59. It is not alone in the greater operations of the engineer or the manufacturer, that those vast powers which man has called into action, in availing himself of the agency of steam, are fully developed. Wherever the individual operation demanding little force for its own performance is to be multiplied in almost endless repetition, commensurate power is required. It is the same ‘giant arm’ which twists ‘the largest cable’, that spins from the cotton plant an ‘almost gossamer thread’. Obedient to the hand which called into action its resistless powers, it contends with the ocean and the storm, and rides triumphant through dangers and difficulties unattempted by the older modes of navigation. It is the same engine that, in its more regulated action, weaves the canvas it may one day supersede, or, with almost fairy fingers, entwines the meshes of the most delicate fabric that adorns the female form.(1*)
60. The Fifth Report of the Select Committee of the House of Commons on the Holyhead Roads furnishes ample proof of the great superiority of steam vessels. The following extracts are taken from the evidence of Captain Rogers, the commander of one of the packets:
Question. Are you not perfectly satisfied, from the experience you have had, that the steam vessel you command is capable of performing what no sailing vessel can do? Answer. Yes.
Question. During your passage from Gravesend to the Downs, could any square-rigged vessel, from a first-rate down to a sloop of war, have performed the voyage you did in the time you did it in the steamboat? Answer. No: it was impossible. In the Downs we passed several Indiamen, and 150 sail there that could not move down the channel: and at the back of Dungeness we passed 120 more.
Question. At the time you performed that voyage, with the weather you have described, from the Downs to Milford, if that weather had continued twelve months, would any square-rigged vessel have performed it? Answer. They would have been a long time about it: probably, would have been weeks instead of days. A sailing vessel would not have beat up to Milford, as we did, in twelve months.
61. The process of printing on the silver paper, which is necessary for bank-notes, is attended with some inconvenience, from the necessity of damping the paper previously to taking the impression. It was difficult to do this uniformly and in the old process of dipping a parcel of several sheets together into a vessel of water, the outside sheets becoming much more wet than the others, were very apt to be torn. A method has been adopted at the Bank of Ireland which obviates this inconvenience. The whole quantity of paper to be damped is placed in a close vessel from which the air is exhausted; water is then admitted, and every leaf is completely wetted; the paper is then removed to a press, and all the superfluous moisture is squeezed out.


→ Try it:
Please return only the lines between the line with "Serialize everything readable" and the final line of the entries, both included, and exclude pictures.

Stored dataset items
%%

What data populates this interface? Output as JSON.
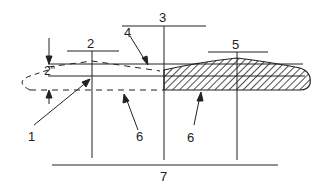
{
  "diagram": {
    "labels": {
      "l1": "1",
      "l2": "2",
      "l3": "3",
      "l4": "4",
      "l5": "5",
      "l6a": "6",
      "l6b": "6",
      "l7": "7",
      "dim": "2\""
    }
  }
}
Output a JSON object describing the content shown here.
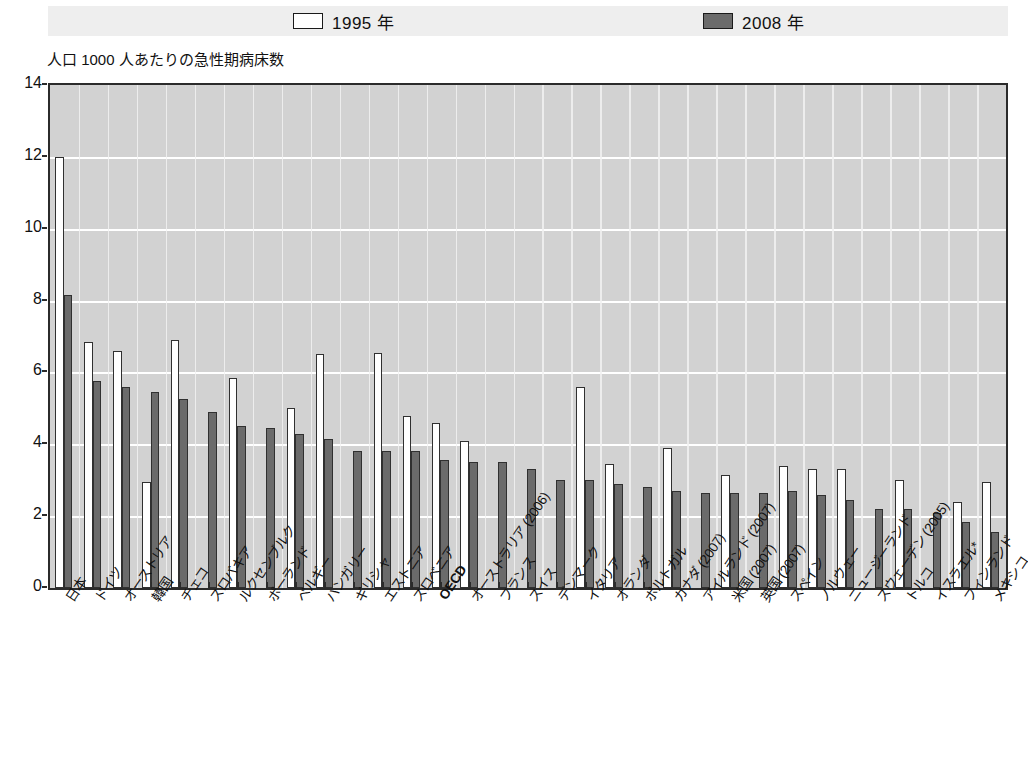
{
  "legend": {
    "items": [
      {
        "label": "1995 年",
        "swatch": "white-outlined-square",
        "color": "#ffffff"
      },
      {
        "label": "2008 年",
        "swatch": "dark-gray-filled-square",
        "color": "#6b6b6b"
      }
    ]
  },
  "axis_title": "人口 1000 人あたりの急性期病床数",
  "chart_data": {
    "type": "bar",
    "title": "",
    "subtitle": "",
    "xlabel": "",
    "ylabel": "人口 1000 人あたりの急性期病床数",
    "ylim": [
      0,
      14
    ],
    "yticks": [
      0,
      2,
      4,
      6,
      8,
      10,
      12,
      14
    ],
    "ytick_labels": [
      "0",
      "2",
      "4",
      "6",
      "8",
      "10",
      "12",
      "14"
    ],
    "grid": "horizontal-and-vertical",
    "legend_position": "top-center",
    "note": "イスラエル* には脚注記号あり",
    "categories": [
      "日本",
      "ドイツ",
      "オーストリア",
      "韓国",
      "チェコ",
      "スロバキア",
      "ルクセンブルク",
      "ポーランド",
      "ベルギー",
      "ハンガリー",
      "ギリシャ",
      "エストニア",
      "スロベニア",
      "OECD",
      "オーストラリア (2006)",
      "フランス",
      "スイス",
      "デンマーク",
      "イタリア",
      "オランダ",
      "ポルトガル",
      "カナダ (2007)",
      "アイルランド (2007)",
      "米国 (2007)",
      "英国 (2007)",
      "スペイン",
      "ノルウェー",
      "ニュージーランド",
      "スウェーデン (2005)",
      "トルコ",
      "イスラエル*",
      "フィンランド",
      "メキシコ"
    ],
    "series": [
      {
        "name": "1995 年",
        "color": "#ffffff",
        "values": [
          12.0,
          6.85,
          6.6,
          2.95,
          6.9,
          null,
          5.85,
          null,
          5.0,
          6.5,
          null,
          6.55,
          4.8,
          4.6,
          4.1,
          null,
          null,
          null,
          5.6,
          3.45,
          null,
          3.9,
          null,
          3.15,
          null,
          3.4,
          3.3,
          3.3,
          null,
          3.0,
          null,
          2.4,
          2.95
        ]
      },
      {
        "name": "2008 年",
        "color": "#6b6b6b",
        "values": [
          8.15,
          5.75,
          5.6,
          5.45,
          5.25,
          4.9,
          4.5,
          4.45,
          4.3,
          4.15,
          3.8,
          3.8,
          3.8,
          3.55,
          3.5,
          3.5,
          3.3,
          3.0,
          3.0,
          2.9,
          2.8,
          2.7,
          2.65,
          2.65,
          2.65,
          2.7,
          2.6,
          2.45,
          2.2,
          2.2,
          2.1,
          1.85,
          1.55
        ]
      }
    ]
  }
}
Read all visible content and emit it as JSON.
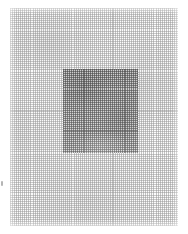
{
  "image": {
    "kind": "grid-mesh-texture",
    "width": 188,
    "height": 234,
    "background_color": "#ffffff",
    "description": "Fine woven grid texture on white with a darker square patch near the center"
  },
  "outer_mesh": {
    "name": "outer-grid",
    "left": 10,
    "top": 8,
    "width": 168,
    "height": 218,
    "cell_pitch_px": 2,
    "line_color": "#969696",
    "fill_color": "#fcfcfc"
  },
  "inner_square": {
    "name": "inner-dark-grid-square",
    "left": 63,
    "top": 69,
    "width": 75,
    "height": 84,
    "cell_pitch_px": 2,
    "line_color": "#464646",
    "fill_color": "#d8d8d8"
  },
  "edge_mark": {
    "name": "left-edge-speck",
    "left": 1,
    "top": 181,
    "width": 2,
    "height": 5,
    "color": "#787878"
  }
}
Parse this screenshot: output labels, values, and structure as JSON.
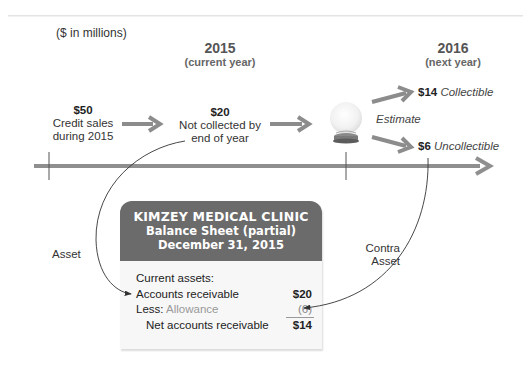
{
  "units_note": "($ in millions)",
  "years": [
    {
      "year": "2015",
      "caption": "(current year)"
    },
    {
      "year": "2016",
      "caption": "(next year)"
    }
  ],
  "flow": {
    "credit_sales": {
      "amount": "$50",
      "line1": "Credit sales",
      "line2": "during 2015"
    },
    "not_collected": {
      "amount": "$20",
      "line1": "Not collected by",
      "line2": "end of year"
    },
    "estimate_label": "Estimate",
    "collectible": {
      "amount": "$14",
      "label": "Collectible"
    },
    "uncollectible": {
      "amount": "$6",
      "label": "Uncollectible"
    }
  },
  "connectors": {
    "asset_label": "Asset",
    "contra_label_1": "Contra",
    "contra_label_2": "Asset"
  },
  "balance_sheet": {
    "company": "KIMZEY MEDICAL CLINIC",
    "title": "Balance Sheet (partial)",
    "date": "December 31, 2015",
    "section": "Current assets:",
    "rows": [
      {
        "label": "Accounts receivable",
        "value": "$20"
      },
      {
        "label_prefix": "Less:",
        "label": "Allowance",
        "value": "(6)"
      },
      {
        "label": "Net accounts receivable",
        "value": "$14"
      }
    ]
  },
  "colors": {
    "arrow_gray": "#8c8c8c",
    "header_gray": "#6b6b6b",
    "timeline_gray": "#8f8f8f",
    "allowance_text": "#999999"
  }
}
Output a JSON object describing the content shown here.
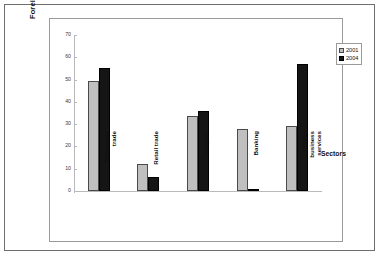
{
  "chart_data": {
    "type": "bar",
    "title": "",
    "xlabel": "Sectors",
    "ylabel": "Foreign share",
    "ylim": [
      0,
      70
    ],
    "ytick_step": 10,
    "yticks": [
      0,
      10,
      20,
      30,
      40,
      50,
      60,
      70
    ],
    "grid": false,
    "legend_position": "top-right",
    "categories": [
      "Wholesale\ntrade",
      "Retail trade",
      "Transport",
      "Banking",
      "Other\nbusiness\nservices"
    ],
    "series": [
      {
        "name": "2001",
        "color": "#bfbfbf",
        "values": [
          49.5,
          12,
          33.5,
          28,
          29
        ]
      },
      {
        "name": "2004",
        "color": "#151515",
        "values": [
          55,
          6.5,
          36,
          1,
          57
        ]
      }
    ]
  },
  "legend": {
    "items": [
      {
        "label": "2001"
      },
      {
        "label": "2004"
      }
    ]
  }
}
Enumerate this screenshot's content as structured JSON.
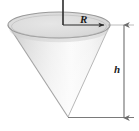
{
  "figure": {
    "kind": "geometry-diagram",
    "shape": "inverted-cone",
    "background_color": "#ffffff",
    "outline_color": "#9a9a9a",
    "shade_dark_color": "#c9c9c9",
    "shade_light_color": "#fbfbfb",
    "dimension_color": "#6e6e6e",
    "axis_color": "#2b2b2b",
    "labels": {
      "radius": "R",
      "height": "h"
    },
    "geometry": {
      "rim_center_x": 59,
      "rim_center_y": 25,
      "rim_radius_x": 51,
      "rim_radius_y": 13,
      "apex_x": 68,
      "apex_y": 117,
      "axis_top_y": 0,
      "dimension_line_x": 124,
      "dimension_top_y": 25,
      "dimension_bottom_y": 118,
      "baseline_y": 117,
      "baseline_left_x": 68,
      "baseline_right_x": 134
    },
    "annotations": [
      {
        "name": "radius-dimension",
        "label": "R",
        "from": "cone-axis",
        "to": "rim-right-edge"
      },
      {
        "name": "height-dimension",
        "label": "h",
        "from": "rim-level",
        "to": "cone-apex"
      }
    ]
  }
}
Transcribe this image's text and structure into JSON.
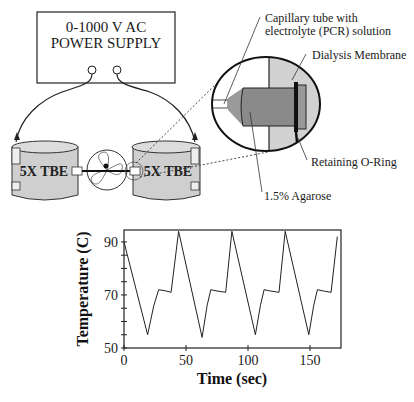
{
  "diagram": {
    "power_supply": {
      "line1": "0-1000 V AC",
      "line2": "POWER SUPPLY"
    },
    "reservoirs": {
      "left": "5X TBE",
      "right": "5X TBE"
    },
    "callouts": {
      "capillary_line1": "Capillary tube with",
      "capillary_line2": "electrolyte (PCR) solution",
      "dialysis": "Dialysis Membrane",
      "oring": "Retaining O-Ring",
      "agarose": "1.5% Agarose"
    },
    "colors": {
      "gray_fill": "#c8c8c8",
      "dark_gray": "#8a8a8a",
      "line": "#111111"
    }
  },
  "chart_data": {
    "type": "line",
    "title": "",
    "xlabel": "Time (sec)",
    "ylabel": "Temperature (C)",
    "xlim": [
      0,
      175
    ],
    "ylim": [
      50,
      94.5
    ],
    "xticks": [
      0,
      50,
      100,
      150
    ],
    "yticks": [
      50,
      70,
      90
    ],
    "y_minor_step": 5,
    "grid": false,
    "legend": null,
    "series": [
      {
        "name": "Temperature",
        "x": [
          0,
          19,
          24,
          28,
          34,
          38,
          44,
          63,
          67,
          70,
          75,
          82,
          87,
          106,
          110,
          113,
          118,
          125,
          130,
          149,
          153,
          156,
          161,
          167,
          172
        ],
        "y": [
          90,
          55,
          66,
          72,
          71.5,
          71,
          94,
          54,
          66,
          72,
          71.5,
          71,
          94,
          55,
          66,
          72,
          71.5,
          71,
          94,
          55,
          66,
          72,
          71.5,
          71,
          92
        ]
      }
    ]
  }
}
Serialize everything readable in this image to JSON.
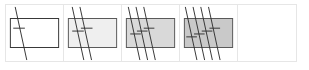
{
  "strip": {
    "cells": [
      {
        "id": "step-1",
        "fill": "#ffffff",
        "lines": 1
      },
      {
        "id": "step-2",
        "fill": "#efefef",
        "lines": 2
      },
      {
        "id": "step-3",
        "fill": "#d9d9d9",
        "lines": 3
      },
      {
        "id": "step-4",
        "fill": "#c9c9c9",
        "lines": 4
      },
      {
        "id": "step-5",
        "fill": "none",
        "lines": 0
      }
    ],
    "stroke": "#333333",
    "border": "#e6e6e6"
  }
}
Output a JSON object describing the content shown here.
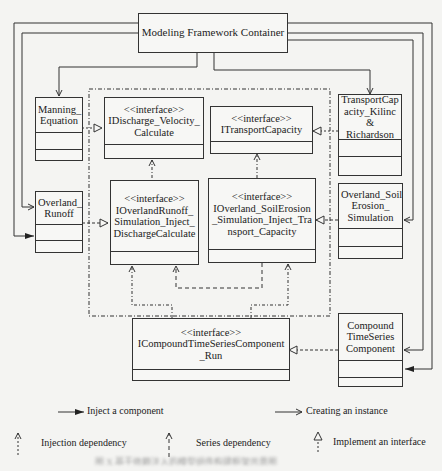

%%

→ Written answer:
Serialize everything readable in this image to JSON.
{
  "strip": {
    "cells": [
      {
        "id": "step-1",
        "fill": "#ffffff",
        "lines": 1
      },
      {
        "id": "step-2",
        "fill": "#efefef",
        "lines": 2
      },
      {
        "id": "step-3",
        "fill": "#d9d9d9",
        "lines": 3
      },
      {
        "id": "step-4",
        "fill": "#c9c9c9",
        "lines": 4
      },
      {
        "id": "step-5",
        "fill": "none",
        "lines": 0
      }
    ],
    "stroke": "#333333",
    "border": "#e6e6e6"
  }
}
Output a JSON object describing the content shown here.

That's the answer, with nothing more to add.